MSIL aka CIL, into which C# source code is digested, has opcodes for three variations on "multiply"; "mul", "mul.ovf", and "mul.ovf.un". These are used for most built-in value types, from byte to double. They translate pretty directly down to similar native commands.
The first code is general-purpose; value1 and value2 are pushed onto the evaluation stack, then "mul" is called; value1 and value2 are popped, multiplied, and the result is pushed to the evaluation stack. The two variations are for integer multiplication only, and define "checked" overflow behavior; "mul.ovf" asserts that the signed result value will fit into the determined result type without overflow, while "mul.ovf.un" asserts that the unsigned value will fit into the result type.
The "mul" command, like most opcodes, produces a result of a type based on the specifications; the basic rules are that the operation is defined for two inputs, both of which must be the same type and one of the following: int32, uint32, int64, uint64, float, or double. For multiplication of differing types, or types not in the list such as byte, sbyte and short, a widening conversion is performed on the value of the smaller size or precision to that of the larger (or to the minimum). This happens pretty much by default for smaller integer types; the CPU won't deal with anything smaller than a word (16-bit), and some won't even deal with less than a dword at once anymore, so the CLR implementation will simply feed smaller values to the CPU as dwords.
Down at the native level, there are two basic commands in 80x86 assembler to perform multiplication on the same basic types: "MUL" will multiply any two integers (using word, dword or word64 lengths), putting the result in some length-dependent variant of the AX register, while FMUL and FMULP perform the equivalent operation on floating-point types using the chip's FPU, optionally popping the result off of the FPU's eval stack into the AX register.
As far as exactly which binary algorithm is used to arrive at the answer produced by the commands, you really shouldn't care; whatever's used, you can be sure it's much more performant than anything you could do in managed source code.
Now, for larger structural types, like Decimal and BigInteger, built-in native multiplication operations don't exist, and those types do rely on multiplication algorithms. Here's the code for BigInteger, implemented in a hidden helper BigIntegerBuilder: http://typedescriptor.net/name/types/8FF4E74C7553501B0863FF102EC0C5B1-System.Numerics.BigIntegerBuilder. Decimal uses a call to FCallMultiply; unfortunately that's an extern method tying into the MFCs so I can't find source code.
2 * 3
orMath.Pi * 2.0
?FCallMultiply
). However, if you want to see some framework multiplication, check outRefSrc\Source\.Net\4.0\DEVDIV_TFS\Dev10\Releases\RTMRel\ndp\fx\src\security\system\security\cryptography\BigInt.cs
within .Net 4+ on referencesource.microsoft.com/netframework.aspx . The code is exactly what you would expect.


*Work order*
In the data below, find every line that has the string "small", and copy it.

(Data extracted from a collection)
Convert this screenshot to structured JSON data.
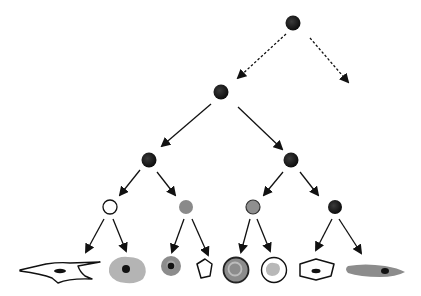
{
  "diagram": {
    "type": "lineage-tree",
    "colors": {
      "background": "#ffffff",
      "node_dark": "#1a1a1a",
      "node_gray": "#8a8a8a",
      "node_white": "#ffffff",
      "cell_gray_light": "#b4b4b4",
      "cell_gray_mid": "#8c8c8c",
      "stroke": "#111111"
    },
    "nodes": [
      {
        "id": "root",
        "x": 293,
        "y": 23,
        "r": 7,
        "fill": "dark",
        "level": 0
      },
      {
        "id": "l1",
        "x": 221,
        "y": 92,
        "r": 7,
        "fill": "dark",
        "level": 1
      },
      {
        "id": "l2-left",
        "x": 149,
        "y": 160,
        "r": 7,
        "fill": "dark",
        "level": 2
      },
      {
        "id": "l2-right",
        "x": 291,
        "y": 160,
        "r": 7,
        "fill": "dark",
        "level": 2
      },
      {
        "id": "l3-1",
        "x": 110,
        "y": 207,
        "r": 7,
        "fill": "white",
        "level": 3
      },
      {
        "id": "l3-2",
        "x": 186,
        "y": 207,
        "r": 7,
        "fill": "gray",
        "level": 3
      },
      {
        "id": "l3-3",
        "x": 253,
        "y": 207,
        "r": 7,
        "fill": "gray-outlined",
        "level": 3
      },
      {
        "id": "l3-4",
        "x": 335,
        "y": 207,
        "r": 7,
        "fill": "dark",
        "level": 3
      }
    ],
    "edges": [
      {
        "from": [
          286,
          34
        ],
        "to": [
          238,
          78
        ],
        "style": "dashed"
      },
      {
        "from": [
          310,
          38
        ],
        "to": [
          348,
          82
        ],
        "style": "dashed"
      },
      {
        "from": [
          211,
          104
        ],
        "to": [
          162,
          146
        ],
        "style": "solid"
      },
      {
        "from": [
          238,
          107
        ],
        "to": [
          282,
          149
        ],
        "style": "solid"
      },
      {
        "from": [
          140,
          170
        ],
        "to": [
          120,
          195
        ],
        "style": "solid"
      },
      {
        "from": [
          157,
          172
        ],
        "to": [
          175,
          195
        ],
        "style": "solid"
      },
      {
        "from": [
          283,
          172
        ],
        "to": [
          264,
          195
        ],
        "style": "solid"
      },
      {
        "from": [
          300,
          172
        ],
        "to": [
          318,
          195
        ],
        "style": "solid"
      },
      {
        "from": [
          104,
          219
        ],
        "to": [
          86,
          252
        ],
        "style": "solid"
      },
      {
        "from": [
          113,
          219
        ],
        "to": [
          126,
          251
        ],
        "style": "solid"
      },
      {
        "from": [
          184,
          219
        ],
        "to": [
          172,
          252
        ],
        "style": "solid"
      },
      {
        "from": [
          192,
          219
        ],
        "to": [
          208,
          255
        ],
        "style": "solid"
      },
      {
        "from": [
          250,
          219
        ],
        "to": [
          241,
          252
        ],
        "style": "solid"
      },
      {
        "from": [
          257,
          219
        ],
        "to": [
          270,
          251
        ],
        "style": "solid"
      },
      {
        "from": [
          332,
          219
        ],
        "to": [
          316,
          250
        ],
        "style": "solid"
      },
      {
        "from": [
          339,
          219
        ],
        "to": [
          361,
          253
        ],
        "style": "solid"
      }
    ],
    "cells": [
      {
        "id": "cell-fibroblast",
        "shape": "spindle-outline"
      },
      {
        "id": "cell-gray-blob",
        "shape": "irregular-gray-with-nucleus"
      },
      {
        "id": "cell-small-gray",
        "shape": "small-gray-with-nucleus"
      },
      {
        "id": "cell-pentagon",
        "shape": "pentagon-outline"
      },
      {
        "id": "cell-ring-dark",
        "shape": "dark-ring-with-inner-gray"
      },
      {
        "id": "cell-ring-light",
        "shape": "outlined-circle-with-gray-core"
      },
      {
        "id": "cell-hexagon",
        "shape": "hexagon-with-nucleus"
      },
      {
        "id": "cell-elongated",
        "shape": "elongated-gray-with-nucleus"
      }
    ]
  }
}
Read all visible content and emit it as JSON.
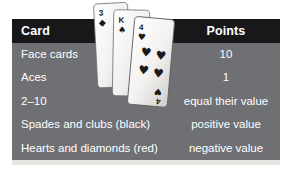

*Final answer*
        "id": "cell-small-gray",
        "shape": "small-gray-with-nucleus"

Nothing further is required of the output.